Slough Time watch: concept and casing by Simon Moxey, screen and programming by Zoya Street

I help artists and designers bring their work to life using digital technologies. If you want to bring electronics into your art or design work, let's have a chat.

RCA Architecture Master’s student Simon Moxey hired me to make a watch for his show. The catch was, this would be no ordinary watch. It was to tell the time in microseconds, display stock market indexes, indicate increase and decrease in stock value and show international time zones. I advised him on hardware and then programmed it, and he created the casing.

The watch was an artefact from a fictional future in which the stock exchange is moved from London to Slough. Simon was proposing a scenario whereby the financial sector existed apart from the cultural and historical burden of the City of London. How would Slough adapt if the town’s main cultural entity was the stock exchange?

He commissioned the watch as one answer to this question. The stock exchange would bring with it a new notion of time. With digital trading and algorithmic arbitration, the speed at which the market moves has in the past ten to fifteen years accelerated far beyond the limits of human perception. This watch appears to display rapid, microsecond changes in the market, faster than the eye can comfortably see.

Technical design for narrative

It was an interesting brief because the design had to be comprehensible without being too user friendly. The object is not really a product, but a prop - the main concern was narrative impact. I made the market indices scroll on the bottom of the screen for this reason; it would resemble the Bloomberg ticker, and emphasise the illegible speed at which the index values refreshed. The primitive font further emphasised the narrative of human folly and technocracy.

This emphasis on narrative also made the brief admittedly rather forgiving. I used a 4D uOLED screen, which refreshes in milliseconds rather than microseconds. This meant that the microsecond values had to be distorted artificially to appear as though they were refreshing too quickly for the screen to render them. The fictional nature of the brief also meant that the market indices did not have to present a genuine real-time analytics feed, but was simply made of randomised values within a believable range.

Programming in 4dGL

Programming for the 4D uOLED screen entailed learning their proprietary language, which is based on C and BASIC. While I'm totally enamoured by the fact that their screens have their own on-board microprocessors, 4DGL is not a very elegant language. It seems to be very good at a limited range of tasks and horribly obtrusive for anything else. For example, it doesn't support floats. This makes sense, because the language was designed for drawing pixels, but this simple omission makes it impossible to calculate and display values on the same board. Nevertheless, I was able to improvise a solution without damaging the form factor of the device by adding another microprocessor.

I help artists and designers to bring their work to life using digital technologies. If you want to bring electronics into your art or design work, let’s have a chat.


_Your instructions_: Output the records below verbatim, minus the pictures.

_Information_:

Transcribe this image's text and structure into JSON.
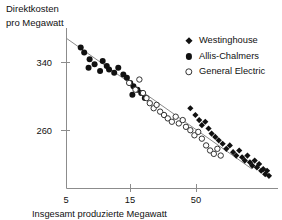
{
  "title": {
    "line1": "Direktkosten",
    "line2": "pro Megawatt"
  },
  "caption": "Insgesamt produzierte Megawatt",
  "legend": {
    "items": [
      {
        "label": "Westinghouse",
        "marker": "filled-diamond-icon",
        "color": "#111111"
      },
      {
        "label": "Allis-Chalmers",
        "marker": "filled-circle-icon",
        "color": "#111111"
      },
      {
        "label": "General Electric",
        "marker": "open-circle-icon",
        "color": "#ffffff"
      }
    ]
  },
  "axes": {
    "y_ticks": [
      "340",
      "260"
    ],
    "x_ticks": [
      "5",
      "15",
      "50"
    ]
  },
  "chart_data": {
    "type": "scatter",
    "title": "Direktkosten pro Megawatt",
    "xlabel": "Insgesamt produzierte Megawatt",
    "ylabel": "Direktkosten pro Megawatt",
    "xscale": "log",
    "yscale": "linear",
    "xlim": [
      4.2,
      120
    ],
    "ylim": [
      205,
      395
    ],
    "xticks": [
      5,
      15,
      50
    ],
    "yticks": [
      260,
      340
    ],
    "grid": false,
    "legend_position": "top-right",
    "trend_line": {
      "label": "Lernkurve",
      "x_start": 5.0,
      "y_start": 372,
      "x_end": 105,
      "y_end": 218,
      "color": "#8a8a8a"
    },
    "series": [
      {
        "name": "Allis-Chalmers",
        "marker": "filled-circle",
        "color": "#111111",
        "points": [
          [
            5.3,
            372
          ],
          [
            5.6,
            366
          ],
          [
            6.1,
            358
          ],
          [
            6.0,
            348
          ],
          [
            6.6,
            352
          ],
          [
            7.2,
            344
          ],
          [
            7.5,
            356
          ],
          [
            8.0,
            350
          ],
          [
            8.3,
            346
          ],
          [
            9.0,
            342
          ],
          [
            9.6,
            348
          ],
          [
            10.4,
            340
          ],
          [
            11.0,
            336
          ],
          [
            11.6,
            330
          ],
          [
            12.2,
            326
          ],
          [
            12.0,
            316
          ],
          [
            13.0,
            322
          ],
          [
            13.8,
            318
          ],
          [
            14.6,
            312
          ]
        ]
      },
      {
        "name": "General Electric",
        "marker": "open-circle",
        "color": "#ffffff",
        "points": [
          [
            11.4,
            330
          ],
          [
            12.6,
            322
          ],
          [
            13.4,
            334
          ],
          [
            14.2,
            318
          ],
          [
            15.0,
            312
          ],
          [
            15.8,
            306
          ],
          [
            16.8,
            300
          ],
          [
            17.6,
            304
          ],
          [
            18.6,
            296
          ],
          [
            19.8,
            292
          ],
          [
            21.0,
            288
          ],
          [
            22.4,
            284
          ],
          [
            23.8,
            290
          ],
          [
            25.0,
            282
          ],
          [
            26.6,
            286
          ],
          [
            28.0,
            278
          ],
          [
            30.0,
            274
          ],
          [
            32.0,
            268
          ],
          [
            34.0,
            272
          ],
          [
            36.0,
            264
          ],
          [
            38.5,
            256
          ],
          [
            41.0,
            250
          ],
          [
            43.5,
            246
          ],
          [
            46.0,
            252
          ],
          [
            48.5,
            244
          ]
        ]
      },
      {
        "name": "Westinghouse",
        "marker": "filled-diamond",
        "color": "#111111",
        "points": [
          [
            30.0,
            300
          ],
          [
            32.5,
            292
          ],
          [
            34.5,
            286
          ],
          [
            36.0,
            280
          ],
          [
            38.0,
            284
          ],
          [
            40.0,
            276
          ],
          [
            42.0,
            270
          ],
          [
            44.5,
            266
          ],
          [
            47.0,
            262
          ],
          [
            50.0,
            258
          ],
          [
            53.0,
            252
          ],
          [
            56.0,
            256
          ],
          [
            59.0,
            248
          ],
          [
            62.0,
            244
          ],
          [
            65.0,
            250
          ],
          [
            68.0,
            242
          ],
          [
            71.0,
            238
          ],
          [
            74.0,
            244
          ],
          [
            77.0,
            236
          ],
          [
            80.0,
            232
          ],
          [
            83.0,
            238
          ],
          [
            86.0,
            230
          ],
          [
            89.0,
            234
          ],
          [
            92.0,
            226
          ],
          [
            95.0,
            228
          ],
          [
            98.0,
            222
          ],
          [
            101.0,
            226
          ],
          [
            104.0,
            220
          ]
        ]
      }
    ]
  }
}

_Written solution_:
Transcribe this image's text and structure into JSON.
{
  "title": {
    "line1": "Direktkosten",
    "line2": "pro Megawatt"
  },
  "caption": "Insgesamt produzierte Megawatt",
  "legend": {
    "items": [
      {
        "label": "Westinghouse",
        "marker": "filled-diamond-icon",
        "color": "#111111"
      },
      {
        "label": "Allis-Chalmers",
        "marker": "filled-circle-icon",
        "color": "#111111"
      },
      {
        "label": "General Electric",
        "marker": "open-circle-icon",
        "color": "#ffffff"
      }
    ]
  },
  "axes": {
    "y_ticks": [
      "340",
      "260"
    ],
    "x_ticks": [
      "5",
      "15",
      "50"
    ]
  },
  "chart_data": {
    "type": "scatter",
    "title": "Direktkosten pro Megawatt",
    "xlabel": "Insgesamt produzierte Megawatt",
    "ylabel": "Direktkosten pro Megawatt",
    "xscale": "log",
    "yscale": "linear",
    "xlim": [
      4.2,
      120
    ],
    "ylim": [
      205,
      395
    ],
    "xticks": [
      5,
      15,
      50
    ],
    "yticks": [
      260,
      340
    ],
    "grid": false,
    "legend_position": "top-right",
    "trend_line": {
      "label": "Lernkurve",
      "x_start": 5.0,
      "y_start": 372,
      "x_end": 105,
      "y_end": 218,
      "color": "#8a8a8a"
    },
    "series": [
      {
        "name": "Allis-Chalmers",
        "marker": "filled-circle",
        "color": "#111111",
        "points": [
          [
            5.3,
            372
          ],
          [
            5.6,
            366
          ],
          [
            6.1,
            358
          ],
          [
            6.0,
            348
          ],
          [
            6.6,
            352
          ],
          [
            7.2,
            344
          ],
          [
            7.5,
            356
          ],
          [
            8.0,
            350
          ],
          [
            8.3,
            346
          ],
          [
            9.0,
            342
          ],
          [
            9.6,
            348
          ],
          [
            10.4,
            340
          ],
          [
            11.0,
            336
          ],
          [
            11.6,
            330
          ],
          [
            12.2,
            326
          ],
          [
            12.0,
            316
          ],
          [
            13.0,
            322
          ],
          [
            13.8,
            318
          ],
          [
            14.6,
            312
          ]
        ]
      },
      {
        "name": "General Electric",
        "marker": "open-circle",
        "color": "#ffffff",
        "points": [
          [
            11.4,
            330
          ],
          [
            12.6,
            322
          ],
          [
            13.4,
            334
          ],
          [
            14.2,
            318
          ],
          [
            15.0,
            312
          ],
          [
            15.8,
            306
          ],
          [
            16.8,
            300
          ],
          [
            17.6,
            304
          ],
          [
            18.6,
            296
          ],
          [
            19.8,
            292
          ],
          [
            21.0,
            288
          ],
          [
            22.4,
            284
          ],
          [
            23.8,
            290
          ],
          [
            25.0,
            282
          ],
          [
            26.6,
            286
          ],
          [
            28.0,
            278
          ],
          [
            30.0,
            274
          ],
          [
            32.0,
            268
          ],
          [
            34.0,
            272
          ],
          [
            36.0,
            264
          ],
          [
            38.5,
            256
          ],
          [
            41.0,
            250
          ],
          [
            43.5,
            246
          ],
          [
            46.0,
            252
          ],
          [
            48.5,
            244
          ]
        ]
      },
      {
        "name": "Westinghouse",
        "marker": "filled-diamond",
        "color": "#111111",
        "points": [
          [
            30.0,
            300
          ],
          [
            32.5,
            292
          ],
          [
            34.5,
            286
          ],
          [
            36.0,
            280
          ],
          [
            38.0,
            284
          ],
          [
            40.0,
            276
          ],
          [
            42.0,
            270
          ],
          [
            44.5,
            266
          ],
          [
            47.0,
            262
          ],
          [
            50.0,
            258
          ],
          [
            53.0,
            252
          ],
          [
            56.0,
            256
          ],
          [
            59.0,
            248
          ],
          [
            62.0,
            244
          ],
          [
            65.0,
            250
          ],
          [
            68.0,
            242
          ],
          [
            71.0,
            238
          ],
          [
            74.0,
            244
          ],
          [
            77.0,
            236
          ],
          [
            80.0,
            232
          ],
          [
            83.0,
            238
          ],
          [
            86.0,
            230
          ],
          [
            89.0,
            234
          ],
          [
            92.0,
            226
          ],
          [
            95.0,
            228
          ],
          [
            98.0,
            222
          ],
          [
            101.0,
            226
          ],
          [
            104.0,
            220
          ]
        ]
      }
    ]
  }
}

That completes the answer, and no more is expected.